Japan's government uses Minecraft to show off a huge, real-world infrastructure project

Mojang/国土交通省 九州地方整備局 via YouTube.

A branch of Japan's government has used Minecraft to demonstrate how it plans to build a real-world dam.

As Automaton Media reports, a YouTube account linked to Japan's Ministry of Land, Infrastructure, Transport, and Tourism has uploaded the video just below. The video's title is 'We tried making the Tatsuno Dam in Minecraft!' because it's actually a recreation of a real-world dam project currently underway in Kumamoto, Japan.

In just over a minute, the YouTube video gives viewers a bird' s-eye view of what the Tatsuno Dam will look like when it's eventually completed. The dam is fully there in its finished form, and the Minecraft recreation has even factored in the surrounding landscape and vegetation on either side of the dam once it's been completed.

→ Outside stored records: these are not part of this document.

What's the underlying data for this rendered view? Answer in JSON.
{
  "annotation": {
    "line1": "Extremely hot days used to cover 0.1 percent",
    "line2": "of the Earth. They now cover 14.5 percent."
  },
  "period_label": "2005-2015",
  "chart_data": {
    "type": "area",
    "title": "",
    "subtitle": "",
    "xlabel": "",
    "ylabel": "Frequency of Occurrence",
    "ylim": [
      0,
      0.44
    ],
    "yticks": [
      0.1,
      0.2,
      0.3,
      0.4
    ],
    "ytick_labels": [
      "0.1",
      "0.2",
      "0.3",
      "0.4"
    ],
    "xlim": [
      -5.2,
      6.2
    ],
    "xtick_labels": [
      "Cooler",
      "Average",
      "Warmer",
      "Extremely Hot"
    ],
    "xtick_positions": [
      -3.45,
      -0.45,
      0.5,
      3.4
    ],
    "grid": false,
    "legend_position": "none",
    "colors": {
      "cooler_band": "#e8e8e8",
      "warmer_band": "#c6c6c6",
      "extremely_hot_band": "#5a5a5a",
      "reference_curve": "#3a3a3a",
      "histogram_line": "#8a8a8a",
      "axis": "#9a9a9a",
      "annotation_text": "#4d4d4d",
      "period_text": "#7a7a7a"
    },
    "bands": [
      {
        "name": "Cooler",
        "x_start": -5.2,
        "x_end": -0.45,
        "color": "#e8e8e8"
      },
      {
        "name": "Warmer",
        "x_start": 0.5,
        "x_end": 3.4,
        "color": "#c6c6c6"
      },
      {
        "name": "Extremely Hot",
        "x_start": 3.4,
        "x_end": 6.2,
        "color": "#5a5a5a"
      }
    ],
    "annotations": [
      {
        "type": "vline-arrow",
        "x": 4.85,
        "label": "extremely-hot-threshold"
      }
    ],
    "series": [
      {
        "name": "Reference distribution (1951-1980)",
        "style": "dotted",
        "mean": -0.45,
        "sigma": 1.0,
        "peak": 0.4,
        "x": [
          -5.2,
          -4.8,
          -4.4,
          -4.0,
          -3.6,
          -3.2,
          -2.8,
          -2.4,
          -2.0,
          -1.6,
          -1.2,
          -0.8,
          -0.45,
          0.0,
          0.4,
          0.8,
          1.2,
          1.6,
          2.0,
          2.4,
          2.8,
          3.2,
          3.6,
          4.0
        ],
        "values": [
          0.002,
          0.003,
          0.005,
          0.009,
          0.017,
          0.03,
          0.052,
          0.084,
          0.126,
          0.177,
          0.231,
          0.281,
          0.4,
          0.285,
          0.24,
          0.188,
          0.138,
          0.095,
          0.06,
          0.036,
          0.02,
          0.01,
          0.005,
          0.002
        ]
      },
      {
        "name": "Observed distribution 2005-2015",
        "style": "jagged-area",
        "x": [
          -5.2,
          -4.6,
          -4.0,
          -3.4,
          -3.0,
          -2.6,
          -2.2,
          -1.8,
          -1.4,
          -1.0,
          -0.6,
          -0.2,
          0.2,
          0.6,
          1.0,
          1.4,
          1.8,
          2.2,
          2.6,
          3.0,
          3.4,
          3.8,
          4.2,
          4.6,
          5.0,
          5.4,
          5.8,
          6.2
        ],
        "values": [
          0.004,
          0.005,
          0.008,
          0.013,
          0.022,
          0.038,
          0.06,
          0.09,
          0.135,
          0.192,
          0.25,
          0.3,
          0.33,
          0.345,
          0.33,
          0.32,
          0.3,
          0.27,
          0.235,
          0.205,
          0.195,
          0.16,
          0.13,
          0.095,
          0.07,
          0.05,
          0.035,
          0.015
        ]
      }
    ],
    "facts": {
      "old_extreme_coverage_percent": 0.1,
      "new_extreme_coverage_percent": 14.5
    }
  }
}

The brief video is quietly very funny - it's got a 'homemade' vibe to it, what with the Apple desktop bar still very clearly visible at the top of the screen. Certain sections were seemingly recorded at eight in the evening - please stop working and go home, Ministry of Land, Infrastructure, Transport, and Tourism worker! 

According to Automaton Media, the video has caused a bit of a stir in the Japanese online community, with some jumping to praise the detail displayed in the recreation. It's even got people speculating about the hardware the dam was reconstructed on, since there's a lot of pop-in during the presentation.

Tatsuno Dam will apparently be up and operational in the real world at some point next year in 2024. Nagano Prefecture already has plenty of dams, from a cursory Google search, but it looks as though Tatsuno Dam will stand head and shoulders above these smaller counterparts once it's finished.

Last month, Minecraft became the first game to sell over 300 million copies ever, and we wonder how many of those copies have been purchased by Japanese government workers.